Friday, June 6, 2008

The Nomination of the Not-Clinton



"I am not a member of any organized party. I am a Democrat."

Will Rogers (1879-1935)




Father Raymond J. De Souza makes an interesting point in National Post about Barack Obama winning the majority of Democratic delegates.

"Whatever else he might accomplish," De Souza says, "Senator Barack Obama has prevented the restoration of the Clintons. ... It was partly about him, but mostly about her. Many have remarked that in the identity-politics world of the Democratic Party, the first credible black candidate trumped the first credible woman candidate."

For all intents and purposes, it really came down to Obama vs. Clinton in the earliest days of 2008, when Obama won the Iowa caucuses. A few diehard Democrats -- most notably John Edwards and Bill Richardson, but there were a few others -- stayed in the race beyond New Hampshire the following week.

But I believe it was Iowa that anointed Obama as Clinton's challenger for the nomination.

De Souza thinks the "formidable power of being the not-Clinton first became clear" a couple of weeks after the Iowa caucuses -- when Michigan held its primary ahead of schedule and only Clinton's name appeared on the ballot. Clinton won, but an uncommitted slate of delegates received about two-fifths of the vote.

At that point, the voters' desire for an alternative was clear.

"Obama became the chosen instrument for those who fervently wished to prevent the Clintons from coming back," De Souza writes. "In this race, being the not-Clinton was as important as being black."

There's an interesting dynamic at work in America regarding the Clintons. Bill Clinton remains popular as a former president, remembered fondly for presiding over an economic boom and a period of relative peace. He is, after all, one of only three Democrats (along with Woodrow Wilson and Franklin D. Roosevelt) to serve two full terms as president in the 20th century.

(By contrast, the Republicans only had two -- Eisenhower and Reagan -- although it may seem like more because Theodore Roosevelt served almost all of William McKinley's second term after McKinley was assassinated, three different Republicans were elected in succession in the 1920s and Richard Nixon was elected twice but didn't complete his second term. Actually, there's another Democrat -- Harry Truman -- who served almost eight full years, succeeding FDR a mere three months into Roosevelt's fourth term.)

But Clinton brings with him personal baggage. And there is no question there are many people who hate him. Thanks to his own behavior on the campaign trail, the list now includes many blacks who regard him with suspicion after looking upon him as a friend during his presidency.

So there is a tug-o-war going on between appreciation for the accomplishments of Bill Clinton's presidency and resentment for the promise that went unfulfilled because of his personal flaws. I suspect it's a dichotomy that Clinton will have to live with for the rest of his life, much as Richard Nixon had to live with the memory of Watergate balanced against some impressive achievements in his presidency and Lyndon Johnson had to accept that his domestic record seemed to be permanently buried beneath his woeful record in foreign affairs.

Clinton clearly inflicted some wounds on his wife's campaign. Is that at the core of Hillary's defeat? Perhaps. I have heard some of her supporters bitterly blaming Bill for her defeat -- although, before the primaries began, Bill was regarded as an asset for his wife's campaign.

I don't want to rub salt in an open wound. Let me just say that I think Bill was a factor in the outcome. I don't believe he was the sole cause of it.

Yes, it's true, as De Souza says, that whoever emerged as the "not-Clinton" in this race would be the candidate Hillary would have to beat to claim a nomination that most people believed she was probably going to win. Obama got the boost in Iowa and that gave him the momentum to move past the other contenders, even though Hillary made a comeback the next week in New Hampshire and won uncontested races in Florida and Michigan shortly thereafter.

But it's also true that the Clinton campaign was run sloppily by a staff that made no preparations for a drawn-out race and had no rationale for the election of its candidate.

When it came right down to it, the Clinton campaign really couldn't offer much more of a rationale for Hillary's election than Ted Kennedy could provide when asked in an interview nearly 30 years ago why he should be president instead of incumbent Jimmy Carter.

The rationale for both, basically, was "I'm entitled."

If they had been running for the Republican nomination, that might have worked.

Republicans have a tradition of giving their nomination to the one "whose turn it is." This year, it's John McCain's turn (much to the chagrin of many true believers in the Republican Party). In 1996, it was Bob Dole's turn. In 1988, the GOP rewarded George H.W. Bush for eight years of service as Ronald Reagan's vice president. And it was Reagan's turn in 1980, because he had lost a close race to Gerald Ford four years before.

You don't have to be next in line to win the Democratic nomination. In fact, sometimes it seems that Democrats prefer to nominate someone most people hadn't heard of before the primaries -- like Jimmy Carter or Bill Clinton or Michael Dukakis.

Sometimes it seems that being the Democrats' front-runner early in the process is like receiving the kiss of death.

And sometimes, it seems, the kiss of death is actually winning the nomination.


* _Exercise directions_
Restate the whole of the data below word for word, skipping the images.

### Dataset extract

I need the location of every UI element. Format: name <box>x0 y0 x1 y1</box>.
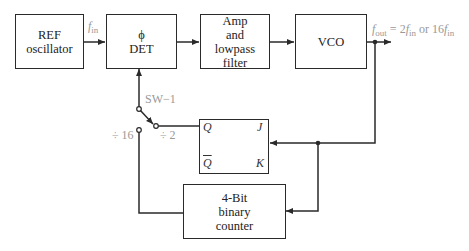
amp-line4: filter <box>223 56 247 70</box>
j-pin: J <box>257 120 262 135</box>
phase-detector-block: ϕ DET <box>106 14 177 69</box>
qbar-pin: Q <box>203 156 212 171</box>
k-pin: K <box>256 156 264 171</box>
fin-label: fin <box>88 19 98 35</box>
det-label: DET <box>129 42 153 56</box>
amp-filter-block: Amp and lowpass filter <box>200 14 270 69</box>
div2-contact <box>154 124 159 129</box>
amp-line2: and <box>226 28 244 42</box>
ref-line1: REF <box>38 28 61 42</box>
q-pin: Q <box>203 120 212 135</box>
switch-pivot <box>137 107 142 112</box>
ref-oscillator-block: REF oscillator <box>15 14 84 69</box>
switch-label: SW−1 <box>145 92 176 107</box>
counter-line2: binary <box>219 205 251 219</box>
vco-label: VCO <box>318 35 344 49</box>
counter-line1: 4-Bit <box>222 191 248 205</box>
div16-label: ÷ 16 <box>112 128 134 143</box>
output-junction-dot <box>373 40 378 45</box>
ref-line2: oscillator <box>26 42 73 56</box>
fout-label: fout = 2fin or 16fin <box>372 22 454 38</box>
binary-counter-block: 4-Bit binary counter <box>183 184 286 239</box>
counter-line3: counter <box>216 219 253 233</box>
amp-line1: Amp <box>223 14 248 28</box>
counter-to-div16 <box>139 132 183 213</box>
feedback-to-counter <box>286 143 318 211</box>
div16-contact <box>137 128 142 133</box>
amp-line3: lowpass <box>215 42 255 56</box>
div2-label: ÷ 2 <box>160 128 176 143</box>
feedback-junction-dot <box>316 141 321 146</box>
phi-symbol: ϕ <box>138 28 145 42</box>
switch-blade <box>140 110 153 124</box>
vco-block: VCO <box>295 14 367 69</box>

######

* _Result of the task_
I need the location of every UI element. Format: name <box>x0 y0 x1 y1</box>.
amp-line4: filter <box>223 56 247 70</box>
j-pin: J <box>257 120 262 135</box>
phase-detector-block: ϕ DET <box>106 14 177 69</box>
qbar-pin: Q <box>203 156 212 171</box>
k-pin: K <box>256 156 264 171</box>
fin-label: fin <box>88 19 98 35</box>
det-label: DET <box>129 42 153 56</box>
amp-filter-block: Amp and lowpass filter <box>200 14 270 69</box>
div2-contact <box>154 124 159 129</box>
amp-line2: and <box>226 28 244 42</box>
ref-line1: REF <box>38 28 61 42</box>
q-pin: Q <box>203 120 212 135</box>
switch-pivot <box>137 107 142 112</box>
ref-oscillator-block: REF oscillator <box>15 14 84 69</box>
switch-label: SW−1 <box>145 92 176 107</box>
counter-line2: binary <box>219 205 251 219</box>
vco-label: VCO <box>318 35 344 49</box>
counter-line1: 4-Bit <box>222 191 248 205</box>
div16-label: ÷ 16 <box>112 128 134 143</box>
output-junction-dot <box>373 40 378 45</box>
ref-line2: oscillator <box>26 42 73 56</box>
fout-label: fout = 2fin or 16fin <box>372 22 454 38</box>
binary-counter-block: 4-Bit binary counter <box>183 184 286 239</box>
counter-line3: counter <box>216 219 253 233</box>
amp-line1: Amp <box>223 14 248 28</box>
counter-to-div16 <box>139 132 183 213</box>
feedback-to-counter <box>286 143 318 211</box>
div16-contact <box>137 128 142 133</box>
amp-line3: lowpass <box>215 42 255 56</box>
div2-label: ÷ 2 <box>160 128 176 143</box>
feedback-junction-dot <box>316 141 321 146</box>
phi-symbol: ϕ <box>138 28 145 42</box>
switch-blade <box>140 110 153 124</box>
vco-block: VCO <box>295 14 367 69</box>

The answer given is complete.